Sunday, May 17, 2015

Trust the ants

Love and Lies: An Essay on Truthfulness, Deceit, and the Growth and Care of Erotic Love  -- By Clancy Martin  "Our feelings change from day to day, and yet if we don't expect too much from our feelings, if we don't react to those feelings too vigorously, if we are patient with our feelings, even a bit ironical about our feelings, we will remember that Friday will come around again, and we'll find ourselves once more in love."

I'm working on learning to trust the ants, in my own Psyche myth. I tend to want to leap up and do something, and feel guilty for sitting around thinking. I still sit around and think, a lot, but I don't give myself credit for that work - real work is something you can cross off a list. But what this tends to lead to, in my personal life, is a giant flaming disaster. My Eros is not a fan of being an item on the list, ever. He enjoys the mystery of his invisibility, and an organic unfolding of events and relationships.

I am much more likely to be wringing my hands over the phantoms the female chorus whispers in my ear, about the doom around the corner and about how I need to take a lamp and a knife in the dark and set about creating my own "real" solution.

But I am learning. Trying. Practicing trusting the ants. 

Part of it involves letting the phantoms wash over. A few days can make a world of difference in how big and scary those phantoms look. Coming home from a feminist rally, ideas and horror stories churning in my brain, is NOT the time to sit down to have a serious conversation with my lover. A night out with the girls, listening to their worries for my ultimate lifelong happiness...A week of tidal hormones, cold icy waves under a dark sky...I want his comfort, immediately, I want to bring all of the insecurities to him and have him banish them away with steady solid masculine practicality. And yet, my Eros, I have learned, is not so good at that. His typical response when I reach out in tremulous, amorphous fear of an imagined future is a brusque rebuff, "What? [sigh] I'm really busy."

So I'm practicing letting the phantom hang out for a bit. Trusting the ants. What if he's a Titan, a monster who will eat you and that's why he won't show his face? Well, that is true, that would be really terrible. I'm going to put that on the shelf for a little bit, though, and trust the ants. You need to pull out a knife and a lamp and slay him first, before he suspects that you know his true identity! Well, there isn't really any undoing that path.
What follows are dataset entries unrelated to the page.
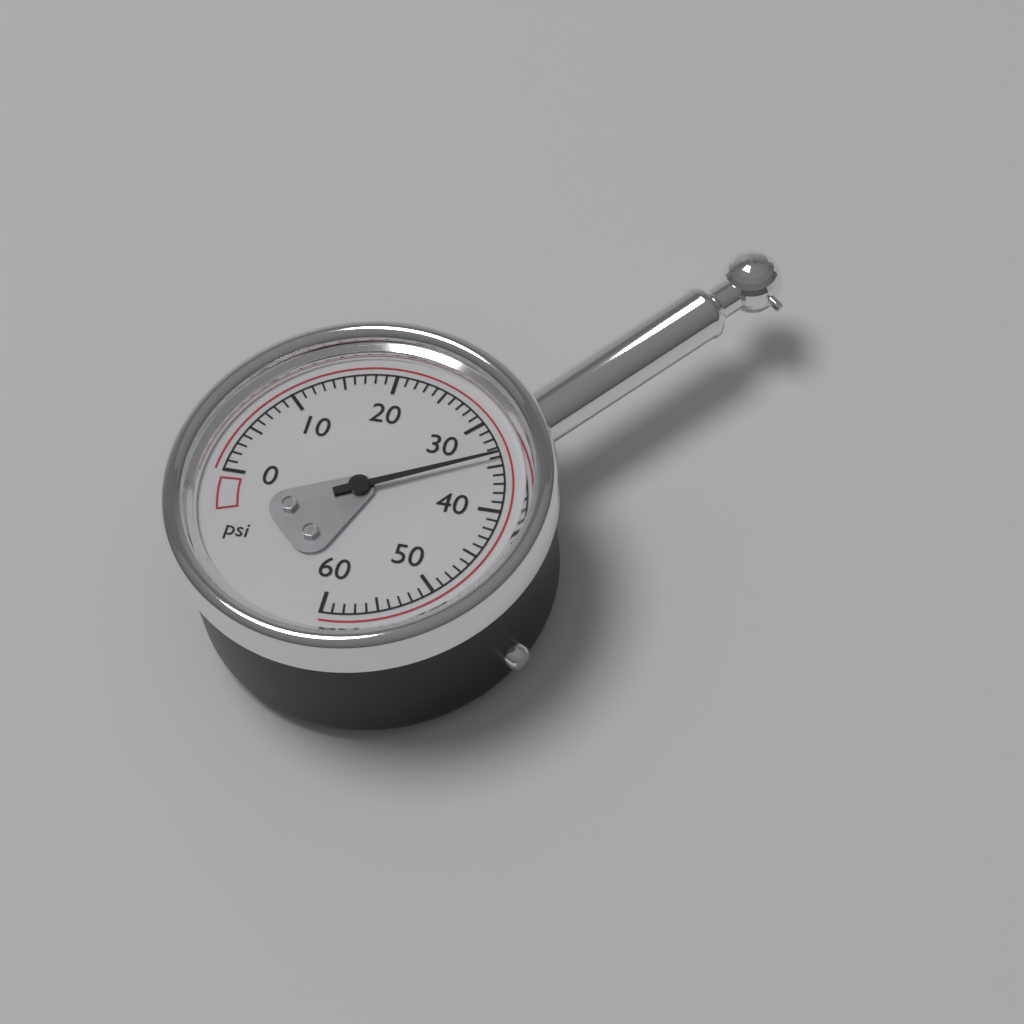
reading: 34 psi
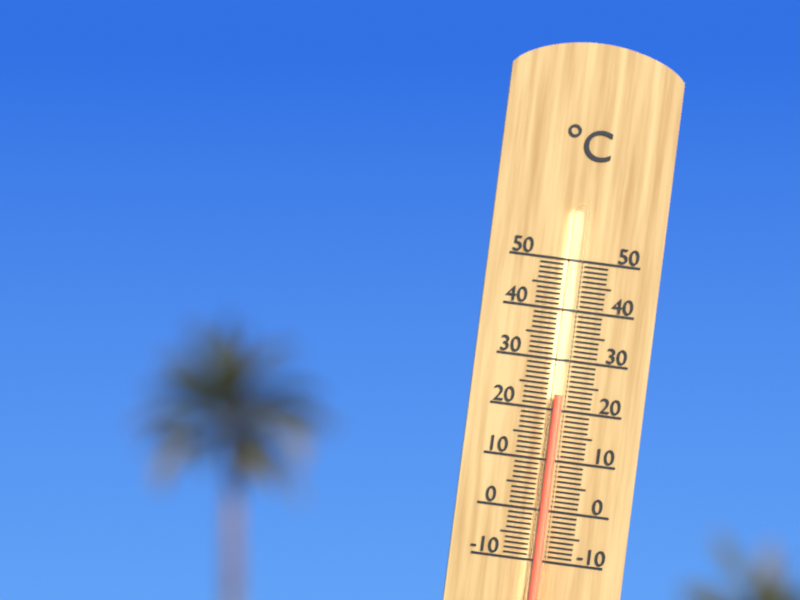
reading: 23 °C
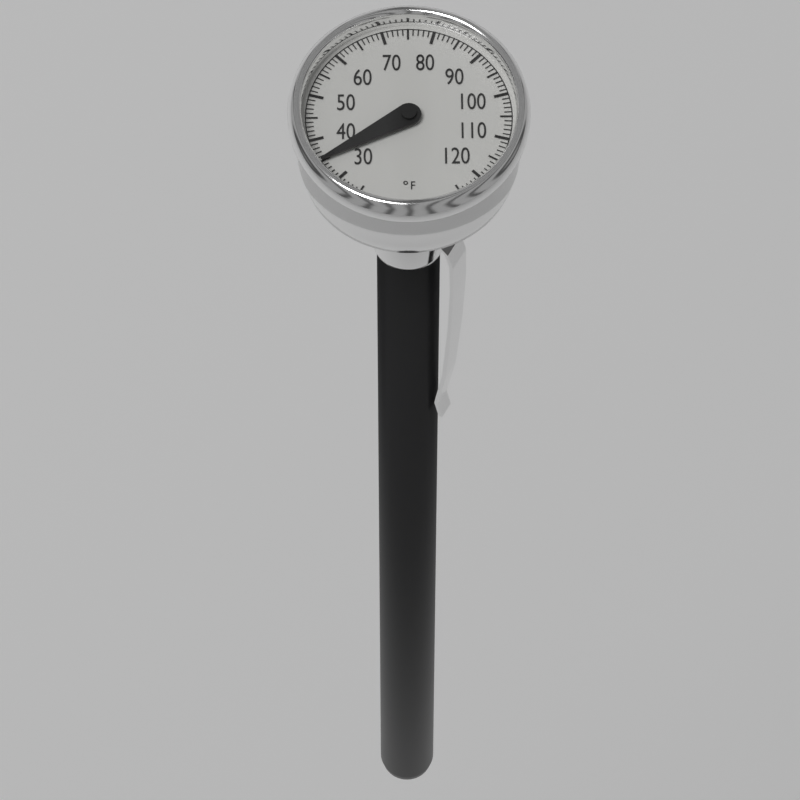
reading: 35 °F
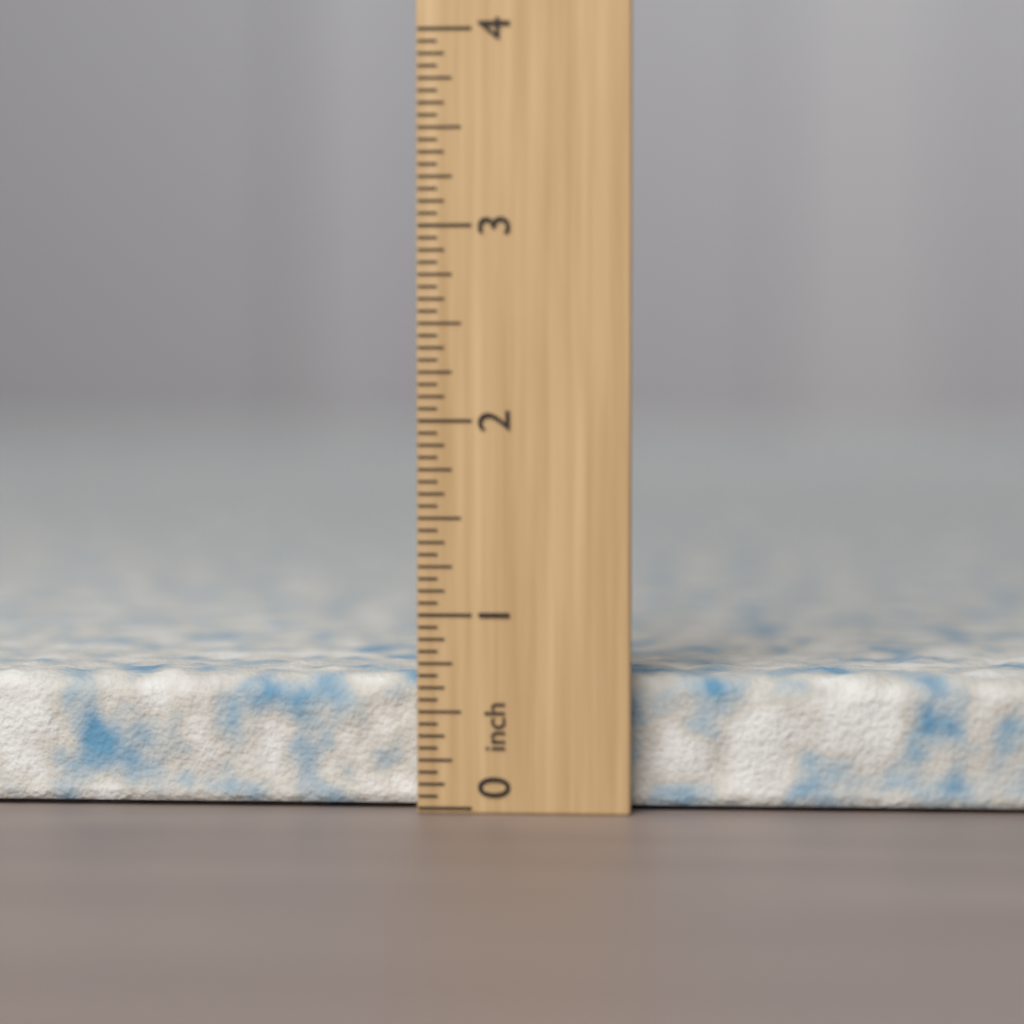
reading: 0.6875 inch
But I can find a room I can lock, and go in there for a while. Peek out in a little bit when he can't see me, and make a decision then if he looks Cyclopean or mostly just regular.

Because the part that Psyche can never really explain or share is the way it feels the morning after he visits her. The languid happiness of connection. I am allowed to trust my own intuition, too. My third eye is valid and dependable, too - and is acting from more data points than yours. This feeling, of wanting to gambol around in the forest and string flower necklaces for him, is not something I have to set aside in order to find truth - it is part of the truth. 

It isn't the only part. The fear is part, too. And pretending that the fear isn't real is not sustainable, I've been learning. I can't will it away when it comes. I can't logic it away or wallow it away or get it to go away, period. But I can find alternative responses to the fear, that are less drastic, more private, and that permit me a way to practice trusting the ants. Ways that permit me to feel, but still watch for them. To lock myself in a safe room if need be, but without shooting off missiles at people before I do. "What can I do at this moment, to honor and acknowledge this anger and hurt, and to get it outside of myself, without actually turning it loose like zombies or weaponizing it at a person?"

And if I can watch other women's relationships with new eyes, not the eyes of a child who needs to make people get along, or the eyes of a girl afraid for her fellow girl, but the eyes of a heroine, watching her fellow heroine, I can see new things. The disappointment that she feels, but does not allow to overpower her. The weighing she does between her feelings of anger and resentment and rejection, and the decision she makes to love, to listen, to understand, to choose patience and forgiveness and to respond with gifts of tenderness. Not perfectly - not as some strange saint. But as herself, with all her usual edges - and yet, a clear and conscious decision to act with grace. To trust, not just him, but her intuition of him, her choice to open herself, her ability to be ok despite his shortfall. To trust her ants.

And the magic, as an observer, to see this unfold, and to see a graceful response from the hero. Not gallant, not storybook - but a response of a human recognizing grace and returning it.

I can do this, too. I can be my graceful self, instead of my Medusa self. Grace is not a weakness. The grace is a choice, carefully considered and selected from all of your options. It is a gift from strength, because you have it to give, because you aren't in need, because you will need to rely on someone else's grace another time when you do not have reserves of strength.

And maybe the question to ask is not, "Am I ok with this?" and certainly not "What is the worst that can happen if I let this go?" but rather "Where am I, right this moment? How am I, right this moment? I think I am probably ok, despite this. Is this true? Can I leave this for the ants? Can I trust them?"

Because if I can trust the ants, I am free to act with grace instead of panic. I can enjoy the breath in my lungs as I watch them sort the grains, and make order out of my emotional disaster. And perhaps when it comes time to speak, I can speak both with sincerity and strength and with tenderness and compassion, and I will not have to make the compromise that breaks my soul.